Some problems I see with this:
If you are doing an article on any subject related to popular culture, you are in a serious bind, because any film, television or comic image is under copyright BY DEFINITION, even if the creators of the work you are illustrating the article about had nothing to do with that image's creation. For example, ANY picture of Superman would be in violation regardless of its age or source, because the image of Superman is itself someone else's intellectual property (in this case Time Warner).
This, and the dispute over fancruft in the other thread, is compounding the dillemma I am facing over whether I can accept the idea of contuing to be involved with Wikipedia. If uploading images is such a legally and ethically complicated thing, then is not the editing of Wikipedia itself even more so? The civil penalties for libel and slander are much more severe than those for copyright violation, after all.
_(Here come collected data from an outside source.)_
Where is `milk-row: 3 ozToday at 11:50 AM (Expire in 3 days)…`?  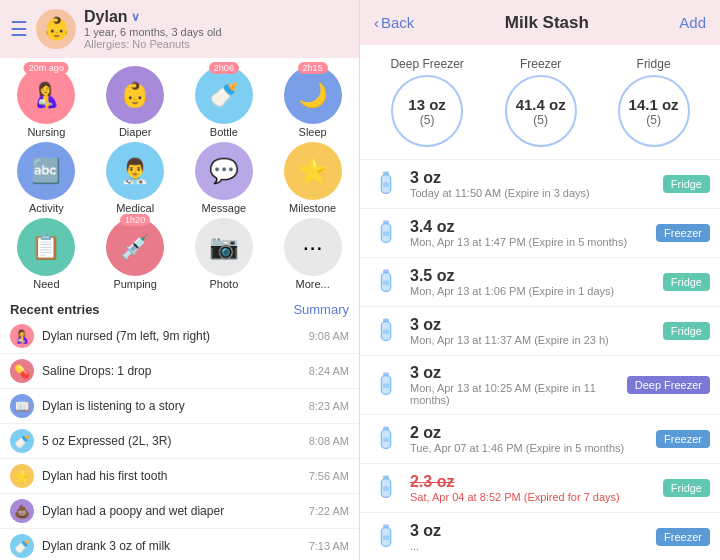 milk-row: 3 ozToday at 11:50 AM (Expire in 3 days)… is located at coordinates (540, 184).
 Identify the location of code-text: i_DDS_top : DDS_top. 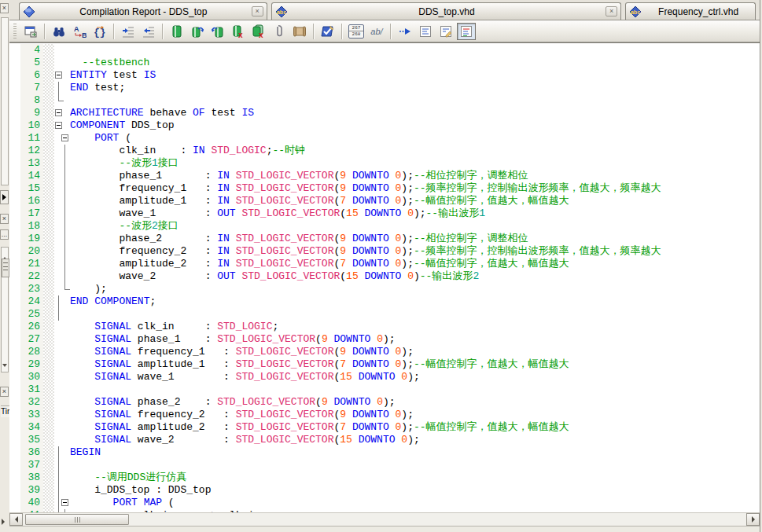
(415, 490).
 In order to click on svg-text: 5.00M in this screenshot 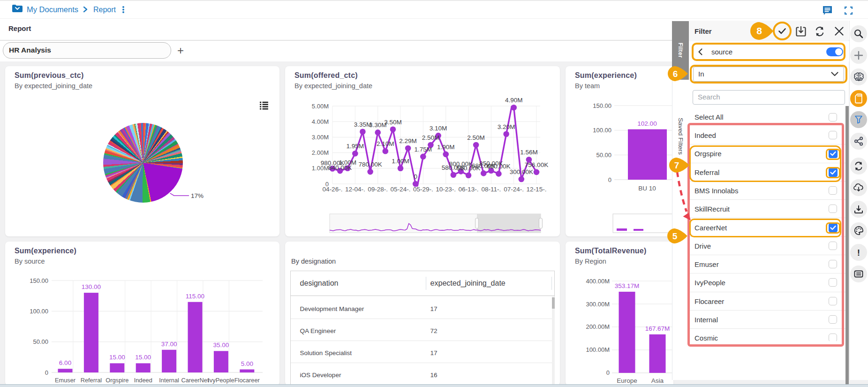, I will do `click(320, 106)`.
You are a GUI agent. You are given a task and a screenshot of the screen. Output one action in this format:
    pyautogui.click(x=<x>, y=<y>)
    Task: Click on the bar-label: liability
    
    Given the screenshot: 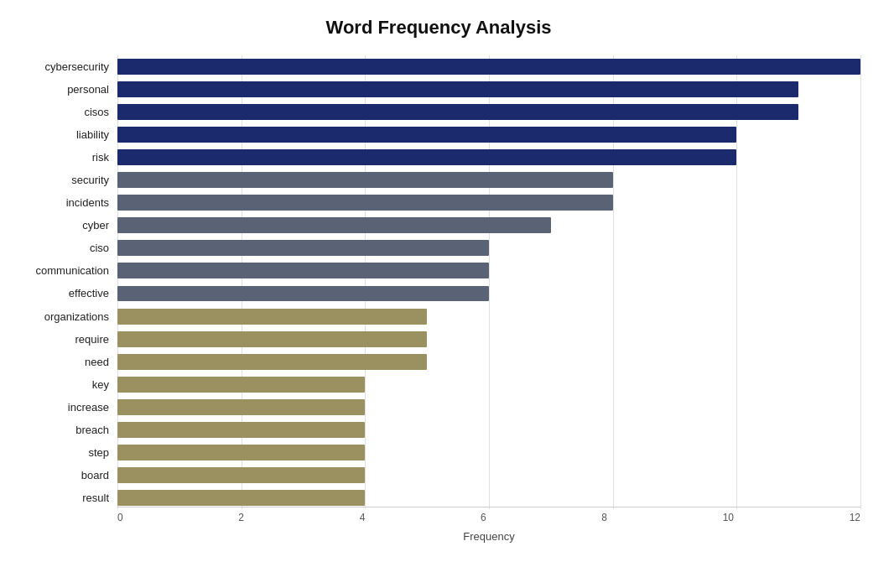 What is the action you would take?
    pyautogui.click(x=67, y=134)
    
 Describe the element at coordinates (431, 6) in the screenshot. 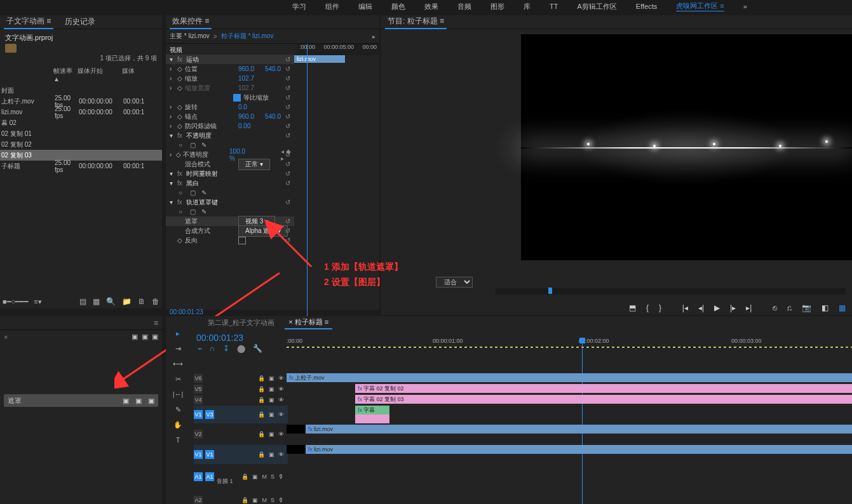

I see `menu-effects: 效果` at that location.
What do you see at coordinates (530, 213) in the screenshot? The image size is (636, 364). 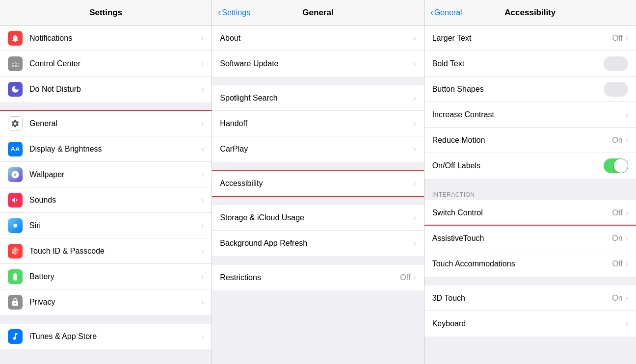 I see `acc-item-switch-control: Switch Control Off ›` at bounding box center [530, 213].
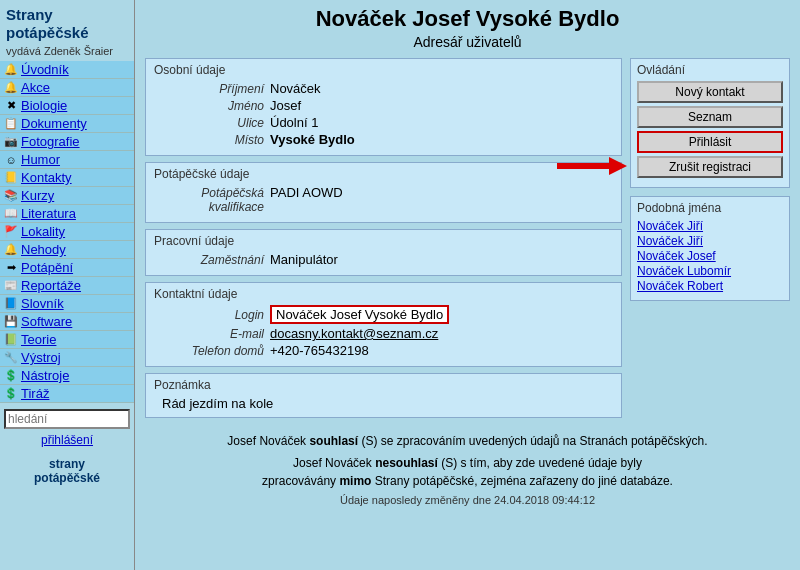 Image resolution: width=800 pixels, height=570 pixels. I want to click on sidebar-link: Kurzy, so click(38, 196).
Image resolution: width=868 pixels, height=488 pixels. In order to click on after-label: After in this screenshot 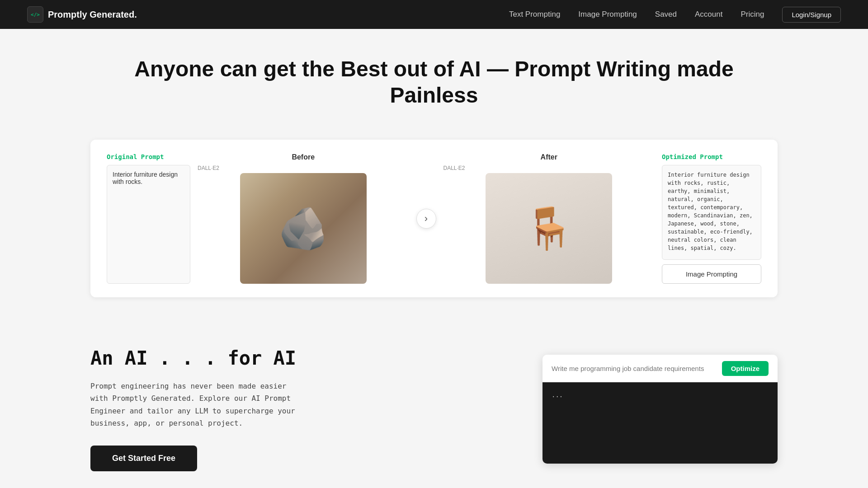, I will do `click(549, 157)`.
My point is that I find myself questioning, almost as I did at the beginning of my involvement with the project, the reason for it and the point to it. The very concept of "An encyclopedia anyone can edit" is a complete contradiction in logic. The purpose of any encyclopedia is to provide a reliable baseline from which one can gain enough groundwork to do additional research about a topic without being led horrifically astray. This purpose is utterly defeated by the ability of anyone, anywhere in the world to alter and delete articles at will. while one can certainbly show off what one knows or thinks he knows by editing Wikipedia, the question is what does anyone actually gain from READING it?
I am wondering whether we are not all engaged in some gigantic folly that is destroying not only our own credibility but that of the Internet as a whole.